Wednesday, October 17
10:30 AM - 12:00 PM

Neuromorphic Artificial Intelligence (AI)

Tobi Delbruck, Ph.D.

Professor of Physics and Electrical Engineering ETH Zurich

Abstract

With hundreds of millions of dollars flowing this year into silicon developments for training and running artificial intelligence (AI) deep neural networks (DNNs) via Nvidia, Intel, Nervana, Qualcomm, Graphcore, SambaNova, ARM and dozens of others, it is worthwhile asking what is left to be done. Won't silicon AI follow the same course as GPUs and become more and more tailored to efficiently compute industrial AI? 

This tutorial addresses this question from the context of neuromorphic engineering, which takes its inspiration from the brain’s organizing principles. What have these principles of using sparsity, local memory, time, and physics brought to the table?  I will describe recent developments of neuromorphic silicon from IBM, Intel, Zurich, Stanford, and others. I will also compare these with upcoming industrial AI accelerators, and then show that principles of sparsity and local memory reuse can bring immediate benefit to both convolutional and recurrent DNNs implemented in synchronous logic without requiring a new memory hierarchy. Finally, I will relate these ideas to event sensors, which our group has specialized in developing. I plan to include a live demonstration of some of these ideas.
 

Speaker Biography

Tobi Delbruck (M’99–SM’06–F’13) received a Ph.D. degree from Caltech in 1993 as a student of Carver Mead. He was in the first group of students for the newly founded Computation and Neural Systems program started by John Hopfield. He is currently a professor of physics and electrical engineering at ETH Zurich in the Institute of Neuroinformatics, University of Zurich and ETH Zurich, Switzerland, where he has been since 1998. The Sensors Group that he co-organizes with Dr. Shih-Chii Liu focuses on neuromorphic event-based sensors, sensory processing, and efficient deep neural network hardware architectures. He co-organizes the Telluride Neuromorphic Cognition Engineering summer workshop and has organized the live demonstration sessions at ISCAS and NIPS. Delbruck is past Chair of the IEEE CAS Sensory Systems Technical Committee. He worked on electronic imaging at Arithmos, Synaptics, National Semiconductor, and Foveon and has founded 4 spin-off companies, including inilabs.com, a  community-oriented organization that has distributed R&D prototype neuromorphic sensors to more than a hundred organizations around the world. He has been awarded 9 IEEE awards.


#### PROBLEM TO WORK ON
Only lines that contain the string "chart" should be returned from the material below.

#### SUPPLIED RECORDS
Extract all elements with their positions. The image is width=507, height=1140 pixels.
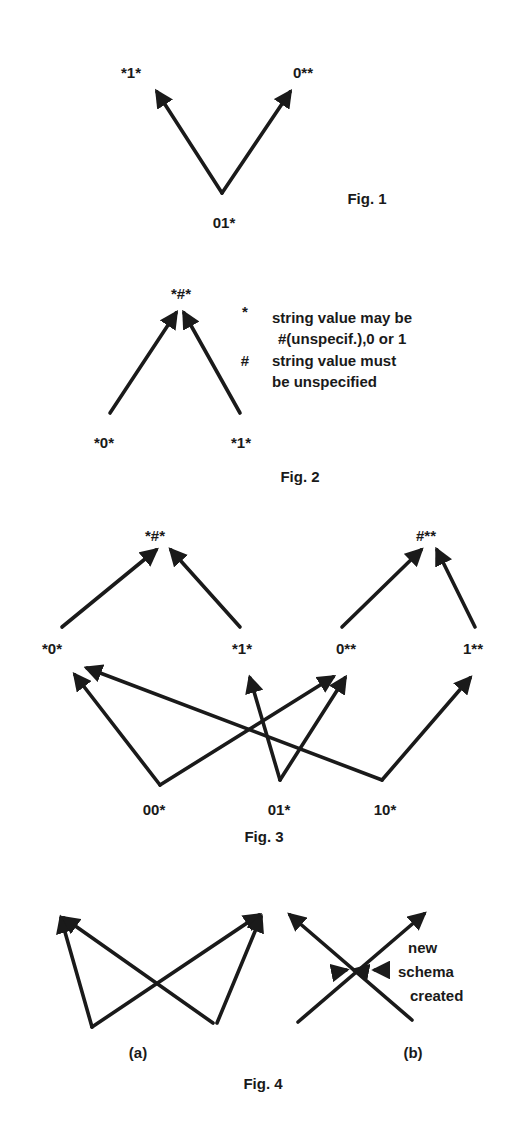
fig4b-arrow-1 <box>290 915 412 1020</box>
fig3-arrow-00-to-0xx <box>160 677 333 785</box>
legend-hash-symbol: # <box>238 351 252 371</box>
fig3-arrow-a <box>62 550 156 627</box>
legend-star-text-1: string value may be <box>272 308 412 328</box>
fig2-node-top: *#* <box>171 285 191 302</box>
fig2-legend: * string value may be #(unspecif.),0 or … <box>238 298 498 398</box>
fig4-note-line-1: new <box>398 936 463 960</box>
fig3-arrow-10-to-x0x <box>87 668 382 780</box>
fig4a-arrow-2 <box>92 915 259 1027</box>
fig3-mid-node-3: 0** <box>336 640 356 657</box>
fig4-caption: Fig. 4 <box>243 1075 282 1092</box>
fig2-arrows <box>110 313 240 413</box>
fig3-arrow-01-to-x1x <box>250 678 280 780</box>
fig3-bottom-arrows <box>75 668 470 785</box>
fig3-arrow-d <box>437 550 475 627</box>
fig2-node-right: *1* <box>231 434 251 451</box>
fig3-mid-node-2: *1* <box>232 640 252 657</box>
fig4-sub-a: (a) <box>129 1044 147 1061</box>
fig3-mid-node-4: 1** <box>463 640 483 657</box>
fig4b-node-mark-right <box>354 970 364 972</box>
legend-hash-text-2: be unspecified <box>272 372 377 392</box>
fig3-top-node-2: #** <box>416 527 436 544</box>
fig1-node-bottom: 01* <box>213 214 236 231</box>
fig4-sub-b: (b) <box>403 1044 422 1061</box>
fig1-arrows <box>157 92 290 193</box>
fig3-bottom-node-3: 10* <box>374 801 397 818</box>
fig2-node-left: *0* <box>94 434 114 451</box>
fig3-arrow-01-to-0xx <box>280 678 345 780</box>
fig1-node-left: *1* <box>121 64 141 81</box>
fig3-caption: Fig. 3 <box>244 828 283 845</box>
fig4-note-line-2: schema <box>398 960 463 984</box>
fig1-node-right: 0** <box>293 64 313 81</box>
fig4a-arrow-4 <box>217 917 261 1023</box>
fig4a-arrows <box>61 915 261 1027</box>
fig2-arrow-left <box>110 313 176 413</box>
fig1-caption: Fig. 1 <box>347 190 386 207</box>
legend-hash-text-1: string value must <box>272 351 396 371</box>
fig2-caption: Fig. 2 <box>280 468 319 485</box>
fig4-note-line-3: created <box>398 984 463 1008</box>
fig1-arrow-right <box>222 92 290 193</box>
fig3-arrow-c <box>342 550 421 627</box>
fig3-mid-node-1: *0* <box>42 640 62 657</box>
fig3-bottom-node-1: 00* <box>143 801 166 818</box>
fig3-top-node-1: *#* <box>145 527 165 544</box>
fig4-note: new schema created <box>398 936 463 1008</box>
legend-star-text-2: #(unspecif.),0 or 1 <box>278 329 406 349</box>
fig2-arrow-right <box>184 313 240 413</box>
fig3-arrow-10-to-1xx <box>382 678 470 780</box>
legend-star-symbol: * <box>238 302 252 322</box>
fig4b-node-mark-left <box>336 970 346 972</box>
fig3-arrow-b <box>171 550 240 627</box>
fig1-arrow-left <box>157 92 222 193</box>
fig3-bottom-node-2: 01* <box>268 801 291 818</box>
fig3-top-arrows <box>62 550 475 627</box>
...
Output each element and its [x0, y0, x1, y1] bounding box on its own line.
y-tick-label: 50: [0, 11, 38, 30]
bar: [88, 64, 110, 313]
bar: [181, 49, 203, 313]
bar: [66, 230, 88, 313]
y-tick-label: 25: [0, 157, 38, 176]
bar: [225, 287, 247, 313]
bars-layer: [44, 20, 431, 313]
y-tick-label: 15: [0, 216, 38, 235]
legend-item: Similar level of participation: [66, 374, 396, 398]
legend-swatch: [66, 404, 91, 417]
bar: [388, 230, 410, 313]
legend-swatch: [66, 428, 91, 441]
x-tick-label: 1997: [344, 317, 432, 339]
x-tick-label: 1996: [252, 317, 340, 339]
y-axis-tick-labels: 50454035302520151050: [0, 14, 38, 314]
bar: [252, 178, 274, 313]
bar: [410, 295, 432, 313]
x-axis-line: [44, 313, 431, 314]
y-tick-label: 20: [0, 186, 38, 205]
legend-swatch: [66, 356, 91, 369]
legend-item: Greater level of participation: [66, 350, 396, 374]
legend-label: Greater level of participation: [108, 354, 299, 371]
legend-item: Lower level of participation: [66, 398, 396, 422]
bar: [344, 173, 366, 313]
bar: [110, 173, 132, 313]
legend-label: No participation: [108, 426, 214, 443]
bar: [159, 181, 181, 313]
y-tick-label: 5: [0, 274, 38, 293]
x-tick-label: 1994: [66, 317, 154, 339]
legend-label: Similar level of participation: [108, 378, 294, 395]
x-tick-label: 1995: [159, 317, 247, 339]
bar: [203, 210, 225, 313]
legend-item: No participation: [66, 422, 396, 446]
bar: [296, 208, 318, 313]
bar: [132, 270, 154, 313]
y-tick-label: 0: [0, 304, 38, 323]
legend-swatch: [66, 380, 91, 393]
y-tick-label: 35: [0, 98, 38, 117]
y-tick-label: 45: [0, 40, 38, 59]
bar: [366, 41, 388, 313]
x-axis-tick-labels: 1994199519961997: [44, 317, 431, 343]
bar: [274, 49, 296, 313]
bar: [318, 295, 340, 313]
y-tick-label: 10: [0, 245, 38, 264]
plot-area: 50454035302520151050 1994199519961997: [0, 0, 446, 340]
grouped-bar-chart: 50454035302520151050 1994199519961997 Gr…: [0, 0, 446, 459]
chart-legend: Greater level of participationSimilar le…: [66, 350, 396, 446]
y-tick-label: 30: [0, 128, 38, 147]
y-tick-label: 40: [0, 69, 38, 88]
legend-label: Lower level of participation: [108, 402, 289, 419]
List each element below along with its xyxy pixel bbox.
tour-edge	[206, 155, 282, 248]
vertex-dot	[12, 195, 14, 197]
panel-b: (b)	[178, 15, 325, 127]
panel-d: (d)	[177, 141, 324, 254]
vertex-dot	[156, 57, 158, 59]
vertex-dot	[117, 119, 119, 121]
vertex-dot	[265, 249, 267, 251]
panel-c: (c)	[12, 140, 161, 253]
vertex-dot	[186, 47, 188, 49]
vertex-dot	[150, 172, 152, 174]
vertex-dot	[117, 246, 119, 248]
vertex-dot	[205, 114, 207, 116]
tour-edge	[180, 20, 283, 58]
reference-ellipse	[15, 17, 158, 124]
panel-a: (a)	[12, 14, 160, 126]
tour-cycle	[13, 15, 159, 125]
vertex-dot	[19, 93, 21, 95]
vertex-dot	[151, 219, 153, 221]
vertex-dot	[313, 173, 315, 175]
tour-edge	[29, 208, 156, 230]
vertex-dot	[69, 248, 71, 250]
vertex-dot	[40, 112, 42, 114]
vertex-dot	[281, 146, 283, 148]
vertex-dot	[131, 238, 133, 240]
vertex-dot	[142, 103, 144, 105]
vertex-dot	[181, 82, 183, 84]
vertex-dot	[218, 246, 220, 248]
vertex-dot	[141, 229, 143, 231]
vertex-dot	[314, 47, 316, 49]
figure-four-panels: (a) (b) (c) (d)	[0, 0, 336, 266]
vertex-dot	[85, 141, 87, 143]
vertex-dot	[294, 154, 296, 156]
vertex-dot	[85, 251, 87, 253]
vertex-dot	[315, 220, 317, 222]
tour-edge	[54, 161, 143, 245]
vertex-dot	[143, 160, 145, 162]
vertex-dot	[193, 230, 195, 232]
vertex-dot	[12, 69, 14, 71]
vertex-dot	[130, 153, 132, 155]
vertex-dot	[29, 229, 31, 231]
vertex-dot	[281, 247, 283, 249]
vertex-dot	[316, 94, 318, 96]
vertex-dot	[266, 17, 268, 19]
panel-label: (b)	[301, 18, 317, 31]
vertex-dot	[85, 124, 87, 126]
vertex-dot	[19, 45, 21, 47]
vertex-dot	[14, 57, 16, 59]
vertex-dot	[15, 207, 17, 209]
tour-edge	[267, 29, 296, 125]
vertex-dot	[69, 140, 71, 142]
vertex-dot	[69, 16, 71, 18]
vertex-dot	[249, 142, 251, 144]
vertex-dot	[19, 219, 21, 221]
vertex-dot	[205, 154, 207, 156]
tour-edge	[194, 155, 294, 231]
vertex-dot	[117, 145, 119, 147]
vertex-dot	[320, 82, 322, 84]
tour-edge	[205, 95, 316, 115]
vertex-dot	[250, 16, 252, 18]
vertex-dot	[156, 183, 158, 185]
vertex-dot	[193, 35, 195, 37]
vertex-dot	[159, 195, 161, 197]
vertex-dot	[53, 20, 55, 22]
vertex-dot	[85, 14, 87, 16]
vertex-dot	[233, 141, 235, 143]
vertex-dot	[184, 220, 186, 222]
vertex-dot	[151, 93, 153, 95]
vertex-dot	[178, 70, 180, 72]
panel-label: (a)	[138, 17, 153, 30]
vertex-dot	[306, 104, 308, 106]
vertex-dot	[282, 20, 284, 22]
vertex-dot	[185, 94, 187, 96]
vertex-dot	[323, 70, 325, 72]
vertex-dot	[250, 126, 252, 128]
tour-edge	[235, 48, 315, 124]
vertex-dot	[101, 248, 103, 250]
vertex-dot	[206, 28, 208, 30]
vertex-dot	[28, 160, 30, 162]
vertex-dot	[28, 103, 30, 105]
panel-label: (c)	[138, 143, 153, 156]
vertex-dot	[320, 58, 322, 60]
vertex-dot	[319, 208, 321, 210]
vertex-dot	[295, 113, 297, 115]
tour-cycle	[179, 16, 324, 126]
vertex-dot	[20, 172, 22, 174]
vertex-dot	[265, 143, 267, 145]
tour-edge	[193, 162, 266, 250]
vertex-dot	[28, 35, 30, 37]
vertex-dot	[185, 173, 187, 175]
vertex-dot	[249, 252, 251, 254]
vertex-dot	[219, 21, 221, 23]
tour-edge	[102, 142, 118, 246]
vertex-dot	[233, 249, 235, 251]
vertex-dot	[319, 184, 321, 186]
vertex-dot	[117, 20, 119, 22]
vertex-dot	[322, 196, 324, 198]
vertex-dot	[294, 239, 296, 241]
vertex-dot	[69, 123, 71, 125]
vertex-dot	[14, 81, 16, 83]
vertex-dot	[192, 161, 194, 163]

#### WRITTEN REPLY
grouped-bar-chart: 50454035302520151050 1994199519961997 Gr…: [0, 0, 446, 459]
chart-legend: Greater level of participationSimilar le…: [66, 350, 396, 446]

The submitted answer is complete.